International Monetary Fund
Stablecoins, Tokens, and Global Dominance

Stablecoins and Tokenization: Exploring Risks and Opportunities

The IMF, in an article by Hélène Rey, explores how stablecoins, tokenization, and CBDCs could reshape the international monetary system. Their impact will hinge on regulation, global cooperation, and technological innovation, with implications ranging from capital flows and the dollar’s dominance to financial stability, monetary fragmentation and financial disintermediation, and cybersecurity risks.

Key Takeaways:

  • Stablecoins: These privately issued digital instruments, operating on blockchain technology, are typically backed by fiat currencies, mainly through liquid assets such as US Treasuries. Their appeal lies in the potential to lower costs and accelerate cross-border payments and remittances, particularly in countries with weak financial systems, high transaction costs, or restrictions stemming from sanctions and capital controls. However, since most existing stablecoins are pegged to the US dollar, their widespread adoption in other economies—while reinforcing the dollar’s dominance and boosting demand for US Treasury debt—could also generate a range of risks: competition with domestic currencies, money laundering, deposit outflows into stablecoins, greater exposure of bank balance sheets to US Treasuries at the expense of credit provision, fiscal revenue erosion, and, ultimately, the privatization of seigniorage. These dynamics could destabilize the international financial system and concentrate wealth, influence, and payment data in the hands of a few private actors.

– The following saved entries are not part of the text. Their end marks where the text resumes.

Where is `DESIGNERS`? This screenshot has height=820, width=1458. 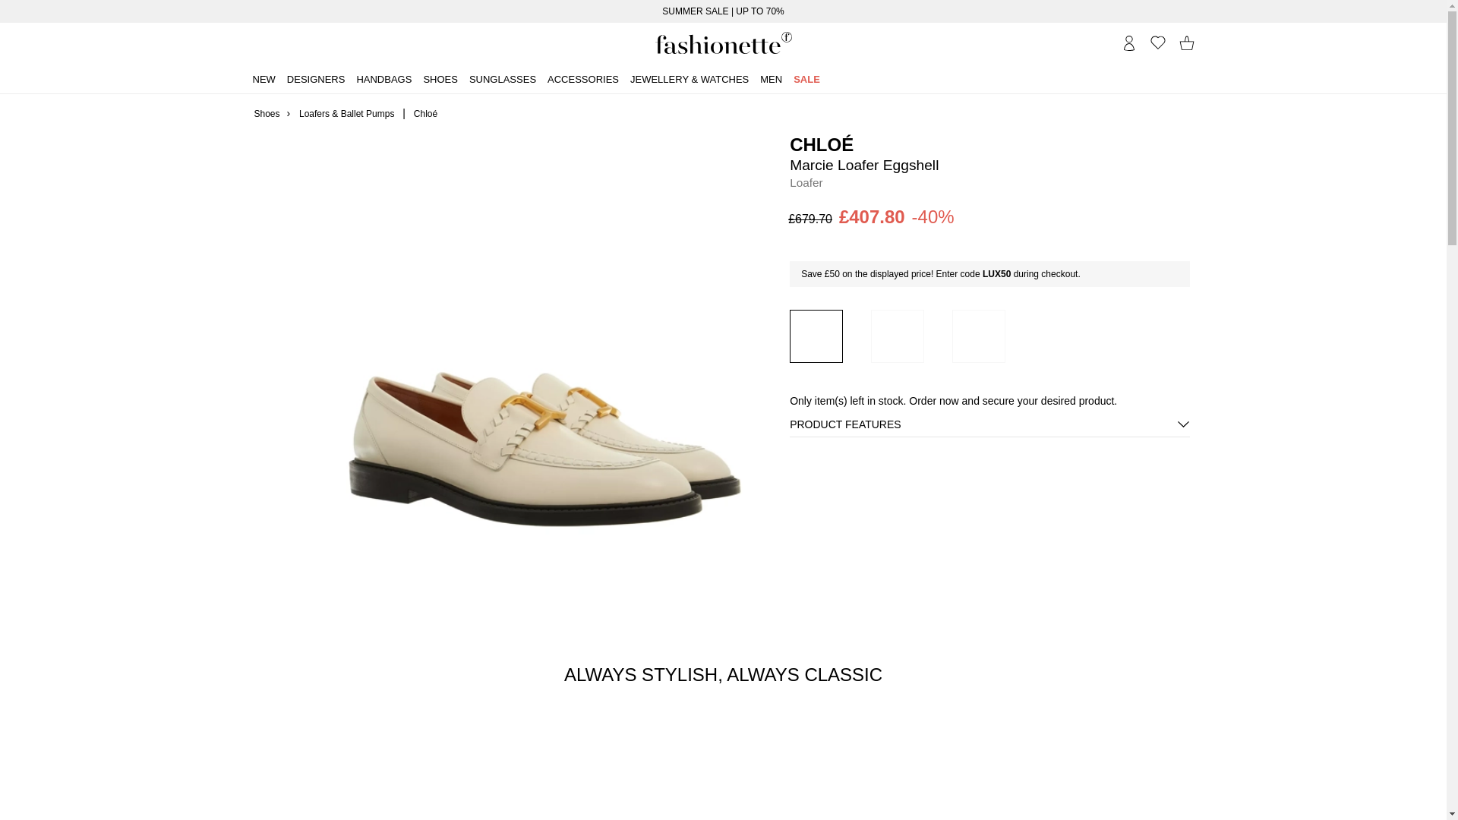 DESIGNERS is located at coordinates (316, 78).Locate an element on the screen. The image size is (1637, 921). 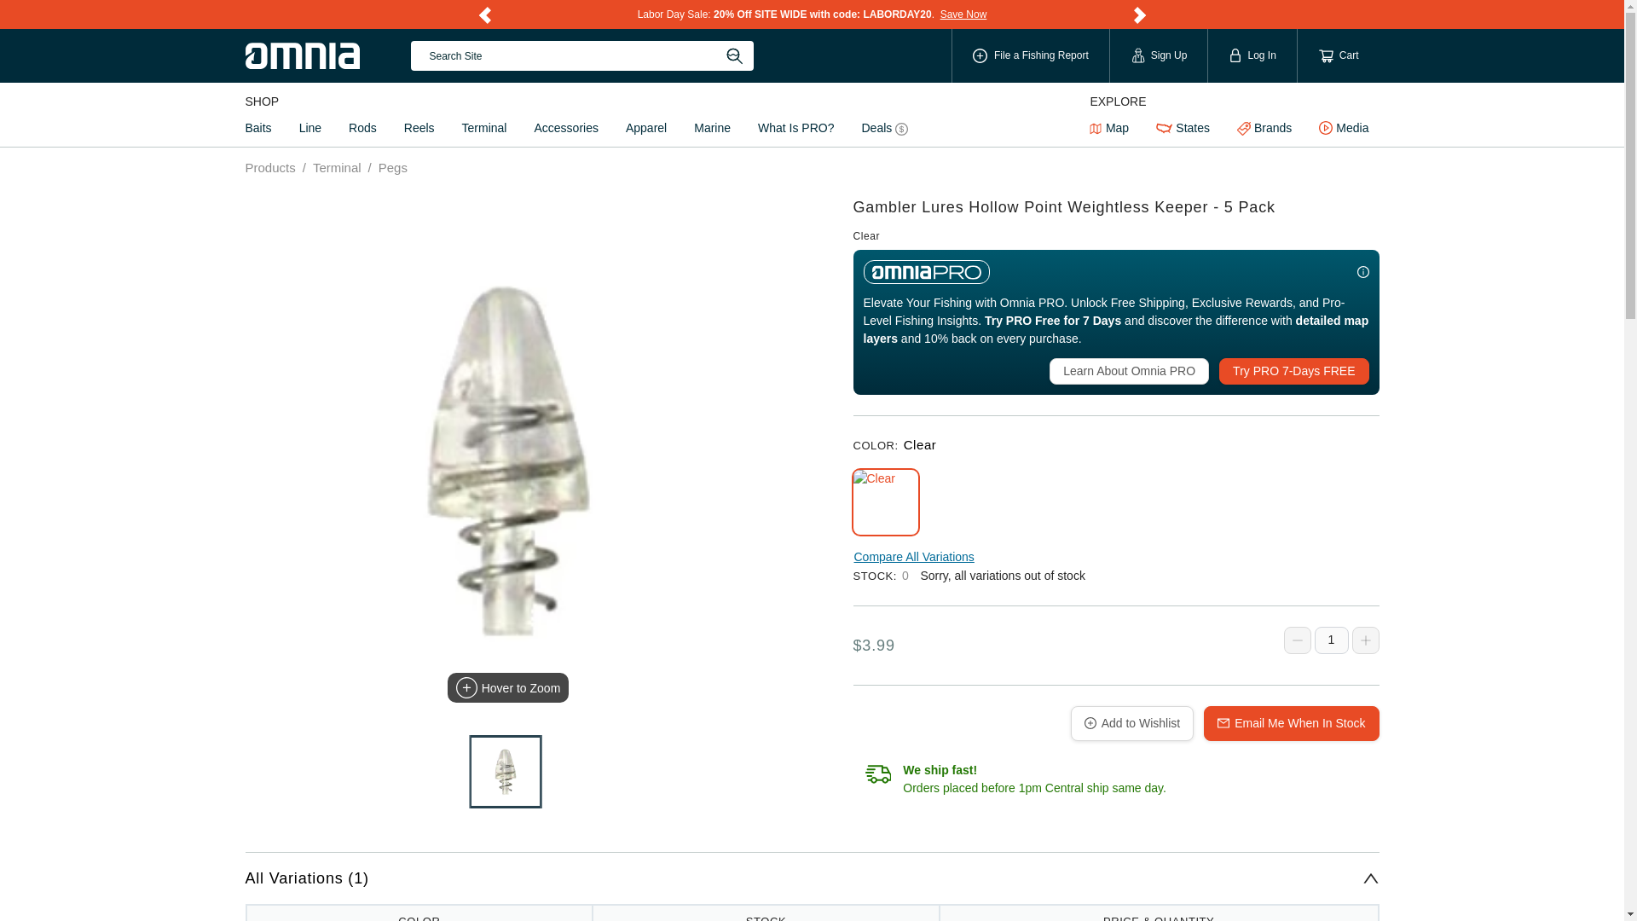
Marine is located at coordinates (713, 128).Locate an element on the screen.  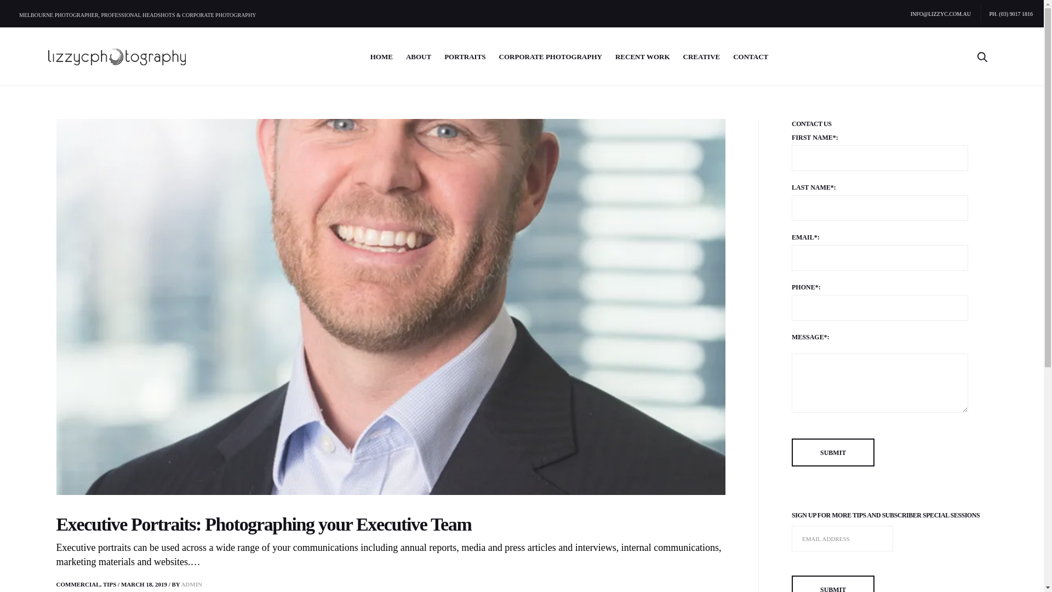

  • Tokenization is the process of recording claims on assets—whether traditional (such as equities, bonds, or real estate) or natively digital—on a programmable blockchain-based platform, enabling their secure and efficient transfer, fractionalization, and trading. This technology makes it possible to integrate messaging, reconciliation, and asset transfer on a unified ledger, while enabling new functionalities such as programmability. Central bank digital currencies (CBDCs) could play a pivotal role in these infrastructures. Linking CBDCs across countries would allow international payments to be carried out more quickly and efficiently, reducing reliance on intermediaries. Such interoperability would expand access to both public and private assets —including stablecoins— on a global scale. While the US dollar would have a head start in becoming the common reference unit of account, concerns about monetary sovereignty and data control suggest that, in practice, a multiplicity of interconnected platforms with different restrictions is more likely. This would limit the full benefits of tokenization and underscores the need for international cooperation and regulation to avoid fragmentation and reduce financial fragility.

  • Cybersecurity: Realizing the benefits of these innovations will hinge on the resilience of digital platforms and assets against cyberattacks, particularly in light of the challenges posed by quantum computing. Networks that prove most credible and secure against digital fraud will enjoy an “integrity privilege”, reflected in lower financing costs and greater trust, thereby enhancing their attractiveness and long-term viability.